Bank credit expands to eight percent in 11 months

Private sector credit by banks and financial institutions expanded by eight percent, or Rs 407.62bn, in the first 11 months of the fiscal year, marking a significant recovery from 5.1 percent growth in the same period of fiscal year 2023-24. Credit growth fell to 3.4 percent in the first 11 months of 2022-23 from 13.5 percent in the same period of 2021-22 and 24.9 percent in 2020-21.

According to Nepal Rastra Bank (NRB), credit expansion, which had been on a downward trend since 2020-21, has shown signs of recovery in recent years. Although credit growth has reached the highest in the past three years, it is still below the growth target set by the monetary policy.

The Monetary Policy for 2024-25 has targeted 12.5 percent credit growth.

The central bank has attributed the uptick in credit flow in the current fiscal year to a gradual improvement in economic activities after a prolonged slowdown.

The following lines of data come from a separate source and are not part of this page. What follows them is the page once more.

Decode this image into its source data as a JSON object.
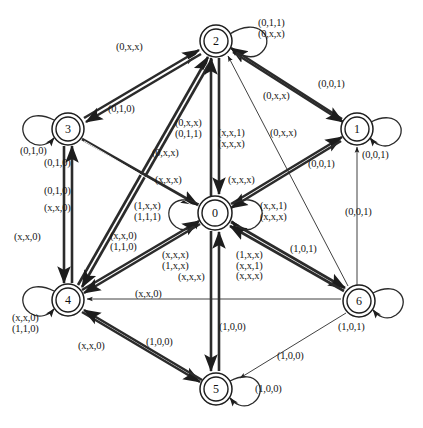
{
  "figure": {
    "type": "state-transition-diagram",
    "background_color": "#ffffff",
    "stroke_color": "#1d1d1d"
  },
  "nodes": [
    {
      "id": "0",
      "label": "0",
      "cx": 215,
      "cy": 213,
      "r_outer": 17,
      "r_inner": 13
    },
    {
      "id": "1",
      "label": "1",
      "cx": 357,
      "cy": 129,
      "r_outer": 16,
      "r_inner": 12
    },
    {
      "id": "2",
      "label": "2",
      "cx": 216,
      "cy": 41,
      "r_outer": 16,
      "r_inner": 12
    },
    {
      "id": "3",
      "label": "3",
      "cx": 68,
      "cy": 129,
      "r_outer": 16,
      "r_inner": 12
    },
    {
      "id": "4",
      "label": "4",
      "cx": 68,
      "cy": 300,
      "r_outer": 16,
      "r_inner": 12
    },
    {
      "id": "5",
      "label": "5",
      "cx": 216,
      "cy": 389,
      "r_outer": 16,
      "r_inner": 12
    },
    {
      "id": "6",
      "label": "6",
      "cx": 359,
      "cy": 301,
      "r_outer": 16,
      "r_inner": 12
    }
  ],
  "self_loops": [
    {
      "node": "2",
      "side": "right",
      "labels": [
        "(0,1,1)",
        "(0,x,x)"
      ]
    },
    {
      "node": "1",
      "side": "right",
      "labels": [
        "(0,0,1)"
      ]
    },
    {
      "node": "3",
      "side": "left",
      "labels": [
        "(0,1,0)"
      ]
    },
    {
      "node": "0",
      "side": "left",
      "labels": [
        "(1,x,x)",
        "(1,1,1)"
      ]
    },
    {
      "node": "0",
      "side": "right",
      "labels": [
        "(x,x,1)",
        "(x,x,x)"
      ]
    },
    {
      "node": "4",
      "side": "left",
      "labels": [
        "(x,x,0)",
        "(1,1,0)"
      ]
    },
    {
      "node": "6",
      "side": "right",
      "labels": [
        "(1,0,1)"
      ]
    },
    {
      "node": "5",
      "side": "right",
      "labels": [
        "(1,0,0)"
      ]
    }
  ],
  "edges": [
    {
      "from": "3",
      "to": "2",
      "labels": [
        "(0,x,x)"
      ]
    },
    {
      "from": "2",
      "to": "3",
      "labels": [
        "(0,1,0)"
      ]
    },
    {
      "from": "4",
      "to": "2",
      "labels": [
        "(0,x,x)",
        "(0,1,1)",
        "(0,x,x)"
      ]
    },
    {
      "from": "0",
      "to": "2",
      "labels": [
        "(x,x,1)",
        "(x,x,x)"
      ]
    },
    {
      "from": "2",
      "to": "0",
      "labels": [
        "(x,x,x)"
      ]
    },
    {
      "from": "6",
      "to": "2",
      "labels": [
        "(0,x,x)"
      ]
    },
    {
      "from": "1",
      "to": "2",
      "labels": [
        "(0,x,x)"
      ]
    },
    {
      "from": "2",
      "to": "1",
      "labels": [
        "(0,0,1)"
      ]
    },
    {
      "from": "0",
      "to": "1",
      "labels": [
        "(0,0,1)"
      ]
    },
    {
      "from": "6",
      "to": "1",
      "labels": [
        "(0,0,1)"
      ]
    },
    {
      "from": "3",
      "to": "4",
      "labels": [
        "(0,1,0)",
        "(x,x,0)"
      ]
    },
    {
      "from": "4",
      "to": "3",
      "labels": [
        "(0,1,0)"
      ]
    },
    {
      "from": "4",
      "to": "0",
      "labels": [
        "(x,x,0)",
        "(1,1,0)"
      ]
    },
    {
      "from": "0",
      "to": "4",
      "labels": [
        "(x,x,x)",
        "(1,x,x)",
        "(x,x,x)"
      ]
    },
    {
      "from": "0",
      "to": "6",
      "labels": [
        "(1,x,x)",
        "(x,x,1)",
        "(x,x,x)"
      ]
    },
    {
      "from": "6",
      "to": "0",
      "labels": [
        "(1,0,1)"
      ]
    },
    {
      "from": "6",
      "to": "4",
      "labels": [
        "(x,x,0)"
      ]
    },
    {
      "from": "5",
      "to": "4",
      "labels": [
        "(x,x,0)"
      ]
    },
    {
      "from": "4",
      "to": "5",
      "labels": [
        "(1,0,0)"
      ]
    },
    {
      "from": "0",
      "to": "5",
      "labels": [
        "(1,0,0)"
      ]
    },
    {
      "from": "6",
      "to": "5",
      "labels": [
        "(1,0,0)"
      ]
    },
    {
      "from": "3",
      "to": "4b",
      "labels": [
        "(x,x,0)"
      ]
    }
  ],
  "labels": [
    {
      "id": "lbl-0xx-3to2",
      "text": "(0,x,x)",
      "x": 116,
      "y": 42,
      "align": "left"
    },
    {
      "id": "lbl-loop2",
      "text": "(0,1,1)\n(0,x,x)",
      "x": 258,
      "y": 18,
      "align": "left"
    },
    {
      "id": "lbl-010-2to3",
      "text": "(0,1,0)",
      "x": 108,
      "y": 104,
      "align": "left"
    },
    {
      "id": "lbl-0xx-upper1",
      "text": "(0,x,x)",
      "x": 263,
      "y": 91,
      "align": "left"
    },
    {
      "id": "lbl-001-2to1",
      "text": "(0,0,1)",
      "x": 318,
      "y": 79,
      "align": "left"
    },
    {
      "id": "lbl-loop3",
      "text": "(0,1,0)",
      "x": 20,
      "y": 146,
      "align": "left"
    },
    {
      "id": "lbl-center-upL",
      "text": "(0,x,x)\n(0,1,1)",
      "x": 175,
      "y": 118,
      "align": "left"
    },
    {
      "id": "lbl-0xx-left2",
      "text": "(0,x,x)",
      "x": 152,
      "y": 148,
      "align": "left"
    },
    {
      "id": "lbl-center-upR",
      "text": "(x,x,1)\n(x,x,x)",
      "x": 218,
      "y": 128,
      "align": "left"
    },
    {
      "id": "lbl-0xx-right2",
      "text": "(0,x,x)",
      "x": 270,
      "y": 128,
      "align": "left"
    },
    {
      "id": "lbl-001-0to1",
      "text": "(0,0,1)",
      "x": 308,
      "y": 159,
      "align": "left"
    },
    {
      "id": "lbl-loop1",
      "text": "(0,0,1)",
      "x": 362,
      "y": 150,
      "align": "left"
    },
    {
      "id": "lbl-01o-3to4",
      "text": "(0,1,0)",
      "x": 44,
      "y": 158,
      "align": "left"
    },
    {
      "id": "lbl-01o-4to3",
      "text": "(0,1,0)",
      "x": 44,
      "y": 186,
      "align": "left"
    },
    {
      "id": "lbl-xx0-3to4b",
      "text": "(x,x,0)",
      "x": 44,
      "y": 203,
      "align": "left"
    },
    {
      "id": "lbl-xxx-left",
      "text": "(x,x,x)",
      "x": 155,
      "y": 175,
      "align": "left"
    },
    {
      "id": "lbl-xxx-right",
      "text": "(x,x,x)",
      "x": 228,
      "y": 175,
      "align": "left"
    },
    {
      "id": "lbl-001-6to1",
      "text": "(0,0,1)",
      "x": 345,
      "y": 207,
      "align": "left"
    },
    {
      "id": "lbl-xx0-vert",
      "text": "(x,x,0)",
      "x": 14,
      "y": 232,
      "align": "left"
    },
    {
      "id": "lbl-loop0-left",
      "text": "(1,x,x)\n(1,1,1)",
      "x": 134,
      "y": 201,
      "align": "left"
    },
    {
      "id": "lbl-loop0-right",
      "text": "(x,x,1)\n(x,x,x)",
      "x": 260,
      "y": 201,
      "align": "left"
    },
    {
      "id": "lbl-4to0",
      "text": "(x,x,0)\n(1,1,0)",
      "x": 110,
      "y": 231,
      "align": "left"
    },
    {
      "id": "lbl-0to4",
      "text": "(x,x,x)\n(1,x,x)",
      "x": 162,
      "y": 250,
      "align": "left"
    },
    {
      "id": "lbl-0to4b",
      "text": "(x,x,x)",
      "x": 178,
      "y": 272,
      "align": "left"
    },
    {
      "id": "lbl-0to6",
      "text": "(1,x,x)\n(x,x,1)\n(x,x,x)",
      "x": 236,
      "y": 250,
      "align": "left"
    },
    {
      "id": "lbl-101",
      "text": "(1,0,1)",
      "x": 290,
      "y": 244,
      "align": "left"
    },
    {
      "id": "lbl-xx0-6to4",
      "text": "(x,x,0)",
      "x": 135,
      "y": 289,
      "align": "left"
    },
    {
      "id": "lbl-loop4",
      "text": "(x,x,0)\n(1,1,0)",
      "x": 12,
      "y": 313,
      "align": "left"
    },
    {
      "id": "lbl-loop6",
      "text": "(1,0,1)",
      "x": 338,
      "y": 322,
      "align": "left"
    },
    {
      "id": "lbl-100-vert",
      "text": "(1,0,0)",
      "x": 219,
      "y": 322,
      "align": "left"
    },
    {
      "id": "lbl-xx0-5to4",
      "text": "(x,x,0)",
      "x": 78,
      "y": 341,
      "align": "left"
    },
    {
      "id": "lbl-100-4to5",
      "text": "(1,0,0)",
      "x": 146,
      "y": 337,
      "align": "left"
    },
    {
      "id": "lbl-100-6to5",
      "text": "(1,0,0)",
      "x": 277,
      "y": 351,
      "align": "left"
    },
    {
      "id": "lbl-loop5",
      "text": "(1,0,0)",
      "x": 255,
      "y": 384,
      "align": "left"
    }
  ]
}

During the Covid-19 pandemic, NRB had introduced a range of relief measures, which led to a surge in credit growth in fiscal years 2020-21 and 2021-22. Credit flow increased by 26.8 percent in 2020-21 compared to 13.6 percent in 2019-20. However, credit flow started slowing after the central bank tightened monetary policy in subsequent years. It fell to 13.5 percent in 2021-22 and 3.5 percent in 2022-23. It slightly improved to 5.75 percent in 2023-24. 

According to the central bank, industrial production loans grew by 8.2 percent, construction sector loans by 12.9 percent, wholesale and retail trade loans by 5.2 percent, transport, communications, public services loans by 13.5 percent, service industries by 8.8 percent, and consumption loans by 10.9 percent in 11 months of 2024-25.

Among loan types, term loans grew by 5.1 percent, while margin loans jumped by a whopping 42.8 percent. At the same time, trust receipt loans rose by a massive 62.2 percent, hire purchase loans by 5.5 percent, cash credit by 0.6 percent, real estate loans (including personal housing) by 5 percent while overdraft loans went down by 13.2 percent.

Economists say the government's low spending capacity and the tendency to ramp up spending only in the final month of the fiscal year (mid-June to mid-July) have constrained demand. However, they said that rising imports in recent months have led to an increase in credit uptake.

According to the NRB, merchandise imports grew by 13.1 percent to Rs 1,644.8bn in the first 11 months of the current fiscal year 2024-25, compared to a decline of 1.8 percent in the same period of the previous fiscal year.